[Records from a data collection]
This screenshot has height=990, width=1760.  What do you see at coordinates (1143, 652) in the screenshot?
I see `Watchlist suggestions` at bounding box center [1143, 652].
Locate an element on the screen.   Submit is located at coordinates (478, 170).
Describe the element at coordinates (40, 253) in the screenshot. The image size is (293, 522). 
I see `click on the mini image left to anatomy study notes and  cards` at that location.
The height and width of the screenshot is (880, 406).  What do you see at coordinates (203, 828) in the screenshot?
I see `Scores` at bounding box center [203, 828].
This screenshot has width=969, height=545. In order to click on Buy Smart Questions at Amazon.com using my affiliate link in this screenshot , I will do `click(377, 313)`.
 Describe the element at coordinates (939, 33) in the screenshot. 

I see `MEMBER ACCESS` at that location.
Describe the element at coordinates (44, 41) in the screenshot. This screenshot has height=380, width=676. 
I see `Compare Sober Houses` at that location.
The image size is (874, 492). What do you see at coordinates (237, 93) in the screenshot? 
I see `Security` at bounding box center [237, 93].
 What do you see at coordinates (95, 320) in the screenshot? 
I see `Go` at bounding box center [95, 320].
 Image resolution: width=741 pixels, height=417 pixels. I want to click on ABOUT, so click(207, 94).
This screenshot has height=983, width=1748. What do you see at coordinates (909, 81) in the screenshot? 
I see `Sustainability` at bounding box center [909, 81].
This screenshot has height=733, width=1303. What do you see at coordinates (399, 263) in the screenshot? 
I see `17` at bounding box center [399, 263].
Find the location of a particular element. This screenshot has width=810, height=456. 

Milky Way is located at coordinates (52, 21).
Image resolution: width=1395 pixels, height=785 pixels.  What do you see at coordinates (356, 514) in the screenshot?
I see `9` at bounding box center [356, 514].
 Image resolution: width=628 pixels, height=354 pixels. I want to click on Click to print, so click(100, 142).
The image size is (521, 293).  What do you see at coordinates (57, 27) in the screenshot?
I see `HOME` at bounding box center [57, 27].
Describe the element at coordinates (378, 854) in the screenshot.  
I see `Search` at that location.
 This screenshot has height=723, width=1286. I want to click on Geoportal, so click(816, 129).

DIRECTIONS FOR THIS TASK
From the first line to the last, copy the records without alteration.

SOLUTION TO THIS TASK
This screenshot has height=990, width=1760.  What do you see at coordinates (1143, 652) in the screenshot?
I see `Watchlist suggestions` at bounding box center [1143, 652].
Locate an element on the screen.   Submit is located at coordinates (478, 170).
Describe the element at coordinates (40, 253) in the screenshot. The image size is (293, 522). 
I see `click on the mini image left to anatomy study notes and  cards` at that location.
The height and width of the screenshot is (880, 406).  What do you see at coordinates (203, 828) in the screenshot?
I see `Scores` at bounding box center [203, 828].
This screenshot has width=969, height=545. In order to click on Buy Smart Questions at Amazon.com using my affiliate link in this screenshot , I will do `click(377, 313)`.
 Describe the element at coordinates (939, 33) in the screenshot. 

I see `MEMBER ACCESS` at that location.
Describe the element at coordinates (44, 41) in the screenshot. This screenshot has height=380, width=676. 
I see `Compare Sober Houses` at that location.
The image size is (874, 492). What do you see at coordinates (237, 93) in the screenshot? 
I see `Security` at bounding box center [237, 93].
 What do you see at coordinates (95, 320) in the screenshot? 
I see `Go` at bounding box center [95, 320].
 Image resolution: width=741 pixels, height=417 pixels. I want to click on ABOUT, so click(207, 94).
This screenshot has height=983, width=1748. What do you see at coordinates (909, 81) in the screenshot? 
I see `Sustainability` at bounding box center [909, 81].
This screenshot has height=733, width=1303. What do you see at coordinates (399, 263) in the screenshot? 
I see `17` at bounding box center [399, 263].
Find the location of a particular element. This screenshot has width=810, height=456. 

Milky Way is located at coordinates (52, 21).
Image resolution: width=1395 pixels, height=785 pixels.  What do you see at coordinates (356, 514) in the screenshot?
I see `9` at bounding box center [356, 514].
 Image resolution: width=628 pixels, height=354 pixels. I want to click on Click to print, so click(100, 142).
The image size is (521, 293).  What do you see at coordinates (57, 27) in the screenshot?
I see `HOME` at bounding box center [57, 27].
Describe the element at coordinates (378, 854) in the screenshot.  
I see `Search` at that location.
 This screenshot has height=723, width=1286. I want to click on Geoportal, so click(816, 129).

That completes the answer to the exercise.